▶ _Data for processing_
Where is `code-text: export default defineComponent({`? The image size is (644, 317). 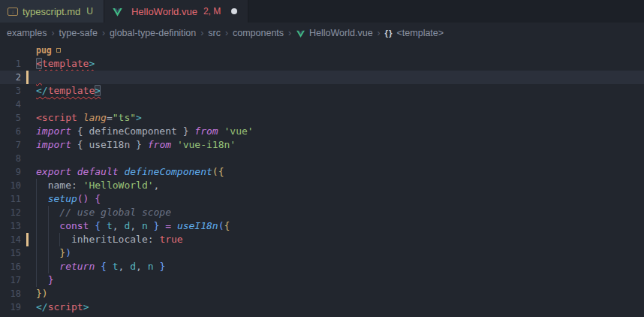
code-text: export default defineComponent({ is located at coordinates (130, 172).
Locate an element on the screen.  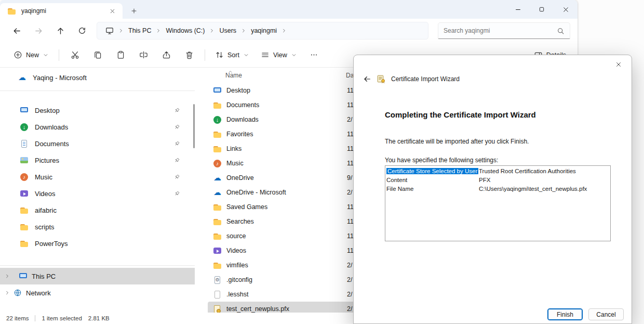
sidebar-item-label: This PC is located at coordinates (44, 277).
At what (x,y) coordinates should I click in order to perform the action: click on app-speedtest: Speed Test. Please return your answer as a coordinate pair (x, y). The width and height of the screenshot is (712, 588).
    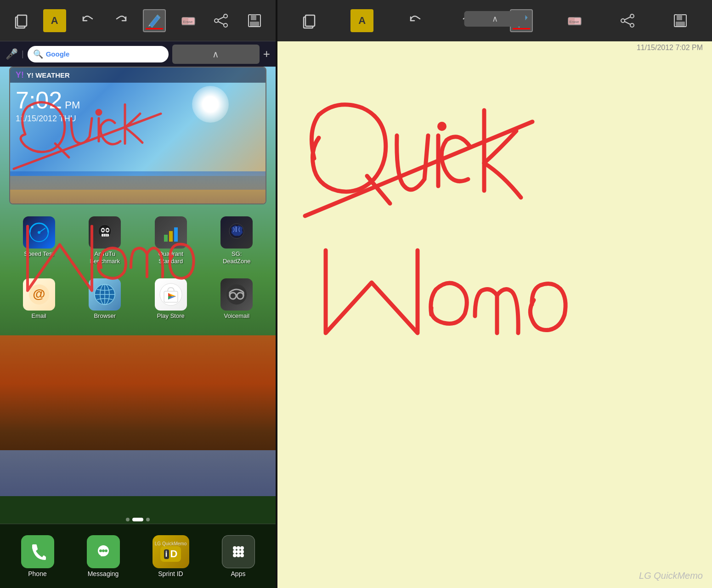
    Looking at the image, I should click on (39, 241).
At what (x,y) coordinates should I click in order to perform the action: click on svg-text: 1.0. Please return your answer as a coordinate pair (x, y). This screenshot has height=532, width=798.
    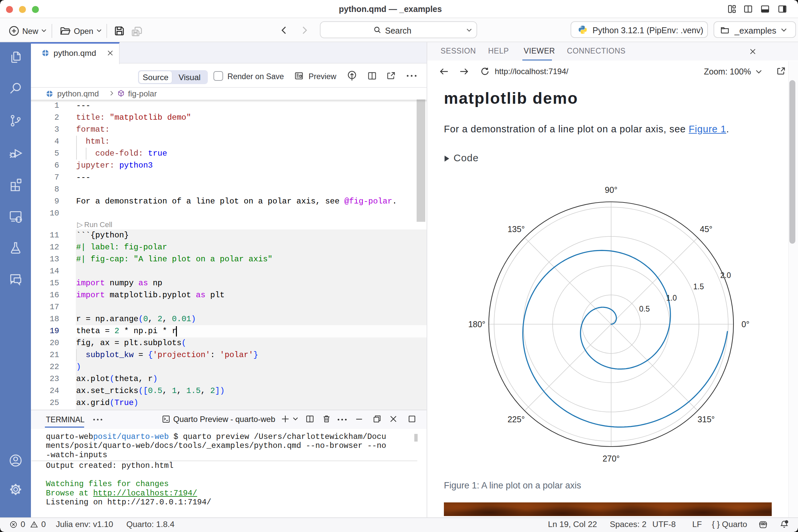
    Looking at the image, I should click on (672, 298).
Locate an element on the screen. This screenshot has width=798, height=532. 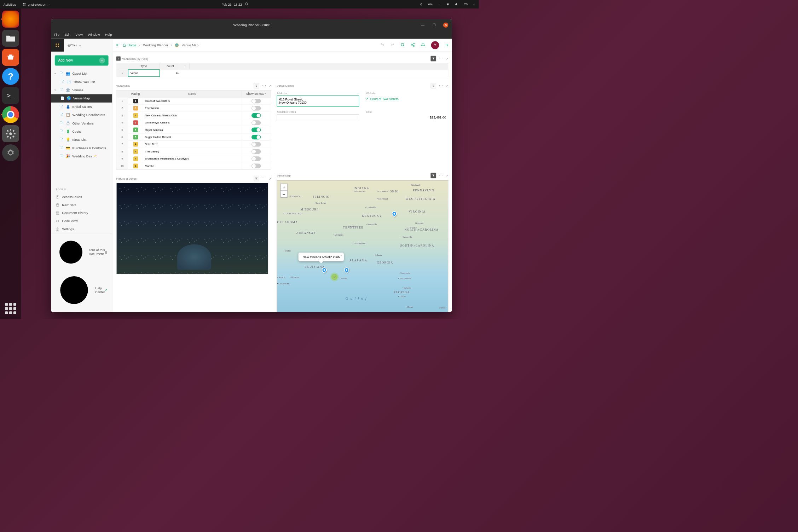
bluetooth-icon is located at coordinates (421, 4).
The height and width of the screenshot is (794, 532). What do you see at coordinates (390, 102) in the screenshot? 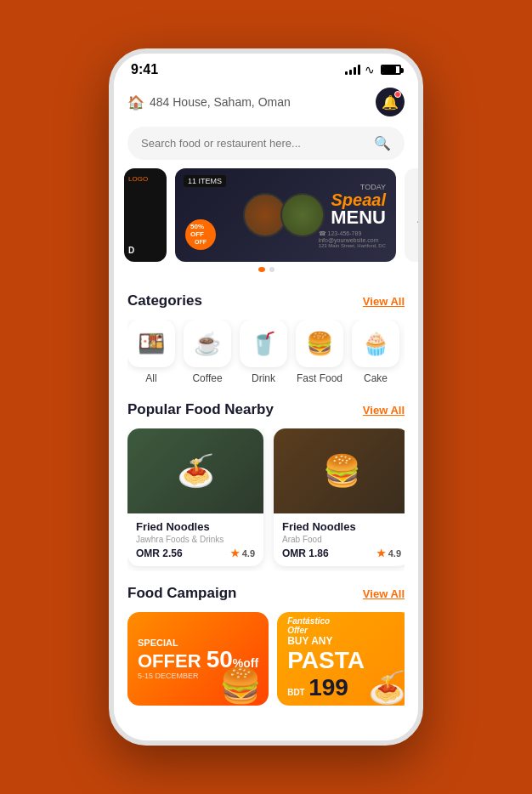
I see `notification-button: 🔔` at bounding box center [390, 102].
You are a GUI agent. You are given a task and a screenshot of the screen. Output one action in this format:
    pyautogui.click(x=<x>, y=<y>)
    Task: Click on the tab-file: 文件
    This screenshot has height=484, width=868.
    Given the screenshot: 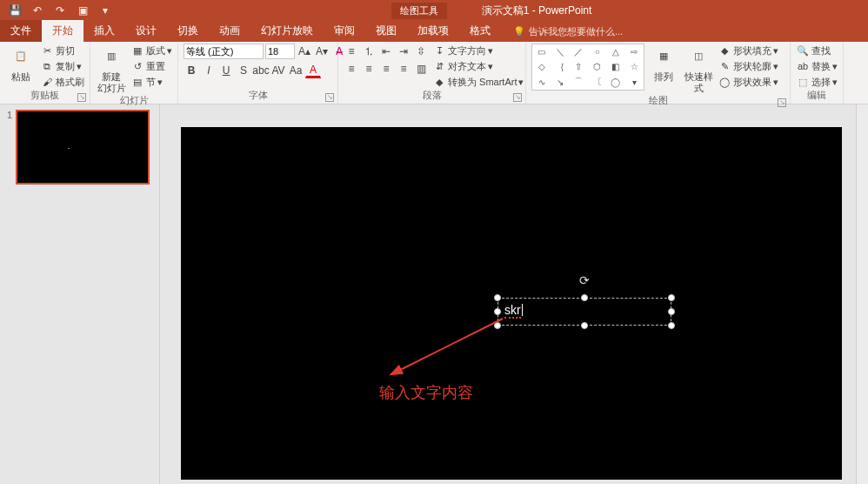 What is the action you would take?
    pyautogui.click(x=21, y=31)
    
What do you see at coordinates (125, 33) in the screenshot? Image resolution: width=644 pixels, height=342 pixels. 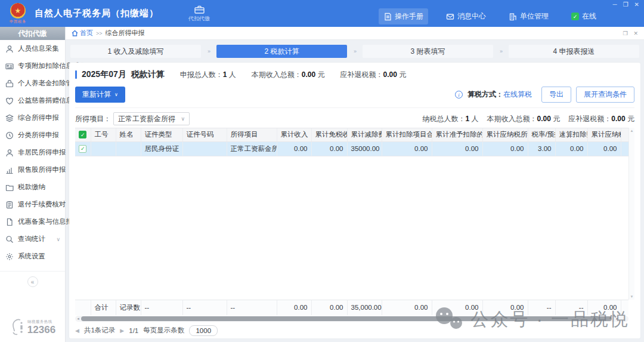 I see `breadcrumb-current: 综合所得申报` at bounding box center [125, 33].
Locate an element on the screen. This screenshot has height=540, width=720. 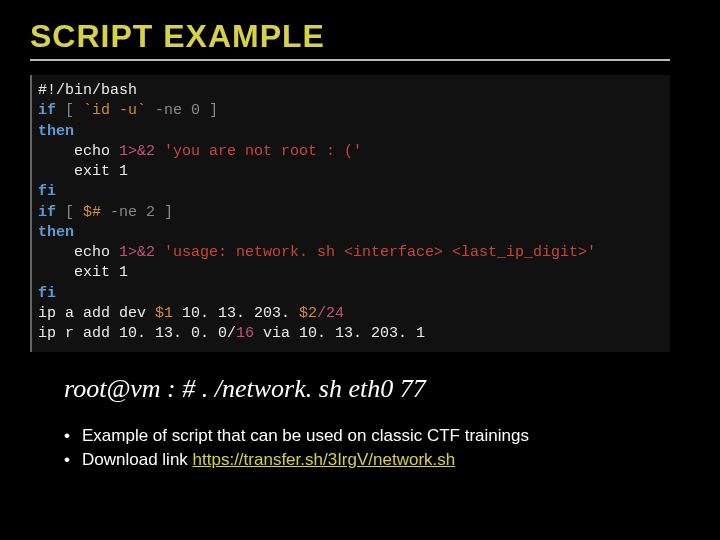
code-var: `id -u` is located at coordinates (114, 110).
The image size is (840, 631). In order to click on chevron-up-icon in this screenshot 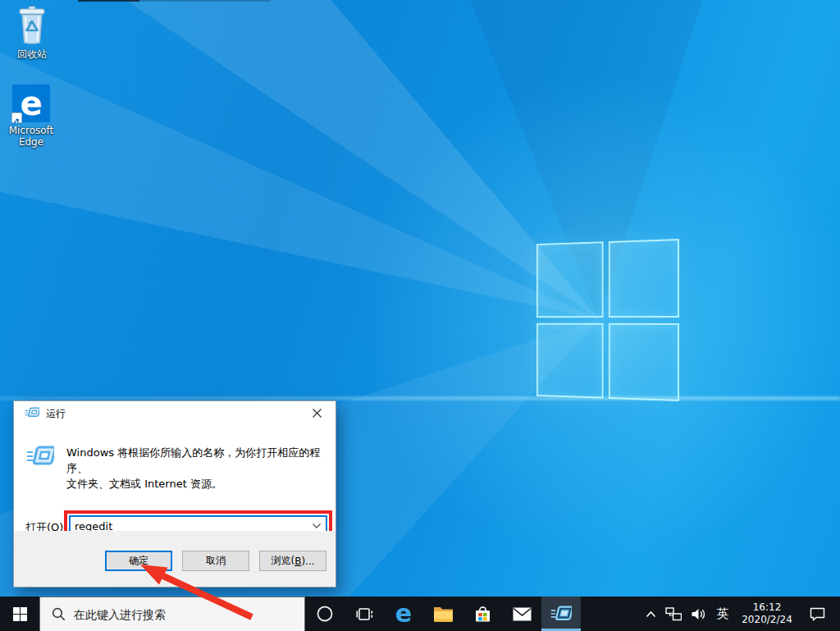, I will do `click(651, 614)`.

▶ _Problem requirements_
Could you write out, exactly as they stand, only the lines above that begin at the line with "You are a GUI" and stop after the line with "This screenshot has height=484, width=868."?

▶ _Answer to this exercise_
You are a GUI agent. You are given a task and a screenshot of the screen. Output one action in this format:
    pyautogui.click(x=<x>, y=<y>)
    Task: Click on the tab-file: 文件
    This screenshot has height=484, width=868.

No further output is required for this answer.